Went through a very similar journey recently as well. In my case using a Macbook was a non-starter, as certain adapters are prohibitively expensive these days, if you can even get your hands on one. Thankfully my son has a desktop Windows PC and Firewire PCI cards are cheap and plentiful, so getting connected that way worked out. Much better than an earlier attempt via RCA cables (simple but digital -> analog -> digital is not the way to go).

My pipeline was camera -> WinDV -> DVdate (to extract exact datetimes into srt subtitles) -> Handbrake (to convert to mp4).

ErroneousBoshtoday at 8:11 AM

If you are capturing I find dvgrab is pretty good. It's what I've been using for about 25 years now!

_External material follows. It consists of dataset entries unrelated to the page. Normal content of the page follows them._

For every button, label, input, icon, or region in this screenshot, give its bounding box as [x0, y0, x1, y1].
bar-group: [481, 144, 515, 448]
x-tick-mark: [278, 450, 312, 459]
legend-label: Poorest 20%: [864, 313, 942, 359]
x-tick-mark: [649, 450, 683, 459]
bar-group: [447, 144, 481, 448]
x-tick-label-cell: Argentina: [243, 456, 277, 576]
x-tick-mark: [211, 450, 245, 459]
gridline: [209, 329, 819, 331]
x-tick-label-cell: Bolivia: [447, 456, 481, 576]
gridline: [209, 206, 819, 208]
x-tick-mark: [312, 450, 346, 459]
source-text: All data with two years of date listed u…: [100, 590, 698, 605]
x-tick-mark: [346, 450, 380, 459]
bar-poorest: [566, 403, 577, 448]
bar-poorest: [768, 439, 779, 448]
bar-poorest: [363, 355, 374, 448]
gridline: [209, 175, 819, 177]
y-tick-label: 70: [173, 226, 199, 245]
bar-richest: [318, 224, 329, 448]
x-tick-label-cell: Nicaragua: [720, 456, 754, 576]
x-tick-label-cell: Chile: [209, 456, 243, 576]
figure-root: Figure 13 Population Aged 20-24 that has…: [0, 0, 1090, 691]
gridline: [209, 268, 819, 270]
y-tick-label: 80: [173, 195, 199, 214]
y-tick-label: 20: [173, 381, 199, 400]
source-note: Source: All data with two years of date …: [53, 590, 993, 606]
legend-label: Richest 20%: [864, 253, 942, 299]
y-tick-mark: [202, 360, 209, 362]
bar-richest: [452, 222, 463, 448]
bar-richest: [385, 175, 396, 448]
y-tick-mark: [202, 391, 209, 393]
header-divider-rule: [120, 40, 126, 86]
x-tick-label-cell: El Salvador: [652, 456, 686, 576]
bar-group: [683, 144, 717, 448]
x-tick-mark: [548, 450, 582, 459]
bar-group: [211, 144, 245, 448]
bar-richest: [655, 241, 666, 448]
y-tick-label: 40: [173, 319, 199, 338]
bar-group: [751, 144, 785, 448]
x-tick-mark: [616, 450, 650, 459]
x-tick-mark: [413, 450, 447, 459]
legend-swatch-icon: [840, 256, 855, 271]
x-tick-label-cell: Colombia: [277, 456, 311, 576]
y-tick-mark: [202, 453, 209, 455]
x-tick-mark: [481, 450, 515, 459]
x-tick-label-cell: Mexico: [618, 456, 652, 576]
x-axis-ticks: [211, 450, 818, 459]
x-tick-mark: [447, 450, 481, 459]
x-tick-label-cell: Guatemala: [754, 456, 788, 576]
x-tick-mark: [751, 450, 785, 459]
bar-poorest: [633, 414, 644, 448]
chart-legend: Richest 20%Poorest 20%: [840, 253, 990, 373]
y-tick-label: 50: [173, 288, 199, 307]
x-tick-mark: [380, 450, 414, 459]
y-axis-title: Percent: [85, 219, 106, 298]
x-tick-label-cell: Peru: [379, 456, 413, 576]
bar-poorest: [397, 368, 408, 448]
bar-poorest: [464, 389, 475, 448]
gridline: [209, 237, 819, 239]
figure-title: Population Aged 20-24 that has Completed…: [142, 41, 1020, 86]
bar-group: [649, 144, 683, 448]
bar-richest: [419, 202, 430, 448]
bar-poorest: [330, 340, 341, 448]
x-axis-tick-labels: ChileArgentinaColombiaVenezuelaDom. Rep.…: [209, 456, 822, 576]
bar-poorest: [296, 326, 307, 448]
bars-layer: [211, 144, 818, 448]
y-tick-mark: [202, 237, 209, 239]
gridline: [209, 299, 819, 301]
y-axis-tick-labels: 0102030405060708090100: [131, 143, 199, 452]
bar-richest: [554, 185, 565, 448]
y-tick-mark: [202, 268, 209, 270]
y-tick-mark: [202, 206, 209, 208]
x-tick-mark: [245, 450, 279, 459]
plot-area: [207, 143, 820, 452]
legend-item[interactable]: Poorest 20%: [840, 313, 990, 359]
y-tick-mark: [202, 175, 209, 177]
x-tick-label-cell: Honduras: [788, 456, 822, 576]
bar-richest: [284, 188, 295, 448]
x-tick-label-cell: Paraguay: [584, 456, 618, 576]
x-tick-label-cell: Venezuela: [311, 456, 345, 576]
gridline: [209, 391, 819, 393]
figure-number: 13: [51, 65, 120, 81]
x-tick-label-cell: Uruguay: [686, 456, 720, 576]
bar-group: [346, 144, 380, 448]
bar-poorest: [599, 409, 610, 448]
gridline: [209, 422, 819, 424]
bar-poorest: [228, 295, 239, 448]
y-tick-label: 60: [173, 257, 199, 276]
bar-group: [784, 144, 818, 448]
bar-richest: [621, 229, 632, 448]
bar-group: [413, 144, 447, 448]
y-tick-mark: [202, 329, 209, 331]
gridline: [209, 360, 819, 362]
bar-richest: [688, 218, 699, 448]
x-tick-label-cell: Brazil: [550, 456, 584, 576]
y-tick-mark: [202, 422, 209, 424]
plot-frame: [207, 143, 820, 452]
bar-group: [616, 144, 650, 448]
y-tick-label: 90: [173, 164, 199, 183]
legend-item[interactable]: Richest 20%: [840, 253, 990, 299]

In the olden days when I got paid to shoot real video on a VX2000 and edit it for people, captured using a PCI Firewire card and dvgrab in Slackware, rewrapped with probably mencoder shading towards ffmpeg when it became more popular (and developed!), dual-boot into Windows 2000 and cut in Premiere 5.0, then back into Linux to transcode back to DV if I wanted to write it out to DV tape.

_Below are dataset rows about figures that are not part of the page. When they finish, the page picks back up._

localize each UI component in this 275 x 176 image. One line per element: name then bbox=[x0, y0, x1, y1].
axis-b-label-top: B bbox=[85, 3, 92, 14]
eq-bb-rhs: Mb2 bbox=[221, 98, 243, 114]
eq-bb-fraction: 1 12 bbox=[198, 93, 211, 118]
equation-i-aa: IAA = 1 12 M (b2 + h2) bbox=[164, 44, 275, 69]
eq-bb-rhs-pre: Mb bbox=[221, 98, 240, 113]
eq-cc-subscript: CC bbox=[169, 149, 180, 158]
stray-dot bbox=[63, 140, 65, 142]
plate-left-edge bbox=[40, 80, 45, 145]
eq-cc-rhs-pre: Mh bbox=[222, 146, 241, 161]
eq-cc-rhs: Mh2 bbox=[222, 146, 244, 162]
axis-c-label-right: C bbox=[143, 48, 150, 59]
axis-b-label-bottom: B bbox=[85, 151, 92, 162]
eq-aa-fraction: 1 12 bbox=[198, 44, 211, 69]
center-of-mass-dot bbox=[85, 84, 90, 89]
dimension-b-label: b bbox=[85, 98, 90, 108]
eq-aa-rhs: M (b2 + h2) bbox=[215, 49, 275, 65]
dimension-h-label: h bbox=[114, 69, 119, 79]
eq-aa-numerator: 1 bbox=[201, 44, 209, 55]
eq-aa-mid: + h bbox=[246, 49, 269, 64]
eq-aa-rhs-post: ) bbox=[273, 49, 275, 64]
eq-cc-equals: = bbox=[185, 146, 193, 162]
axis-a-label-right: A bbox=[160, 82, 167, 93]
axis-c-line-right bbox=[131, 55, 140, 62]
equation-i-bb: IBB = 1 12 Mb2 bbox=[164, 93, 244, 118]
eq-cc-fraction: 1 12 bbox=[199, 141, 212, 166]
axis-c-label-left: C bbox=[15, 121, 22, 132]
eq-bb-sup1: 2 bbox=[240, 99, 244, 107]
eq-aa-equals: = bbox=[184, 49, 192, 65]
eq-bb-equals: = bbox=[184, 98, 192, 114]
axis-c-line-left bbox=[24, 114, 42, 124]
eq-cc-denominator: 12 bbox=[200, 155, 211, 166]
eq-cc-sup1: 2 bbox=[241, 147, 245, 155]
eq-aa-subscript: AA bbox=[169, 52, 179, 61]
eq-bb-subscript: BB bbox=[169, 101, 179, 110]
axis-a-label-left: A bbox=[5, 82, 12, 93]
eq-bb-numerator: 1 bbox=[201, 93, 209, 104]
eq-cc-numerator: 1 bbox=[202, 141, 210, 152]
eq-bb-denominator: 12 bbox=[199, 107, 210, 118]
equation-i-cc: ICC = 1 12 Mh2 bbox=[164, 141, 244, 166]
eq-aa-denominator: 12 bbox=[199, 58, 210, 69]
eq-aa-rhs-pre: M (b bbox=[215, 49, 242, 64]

These days I shoot on a PD150 or DSR500 (and quite often some HDV cameras), capture via a PCIe Firewire card and dvgrab in Ubuntu, rewrap with ffmpeg, and edit in Resolve, without the dual-booting step.

If you use dvgrab it will split the capture up into separate clips on shot boundaries based on the pause/unpause markers on the tape. I have not found a way to extract good/no good from the stream, but if you're not shooting on a broadcast camera you don't have this anyway. Timecode is preserved though!

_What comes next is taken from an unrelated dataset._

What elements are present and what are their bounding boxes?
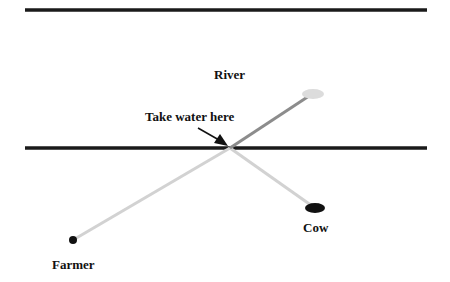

When you load it all up in Resolve, one of the options in the Cut page is "Source Tape View" which runs all your clips together by timecode, and lets you view them as though they were a continuous tape of your rushes, which is how we used to do basic assemble editing in the olden days of clunky tape decks and edit controllers with big rows of red 7-segment displays.

Edit your old home videos. You can do that now, and they'll be far more watchable.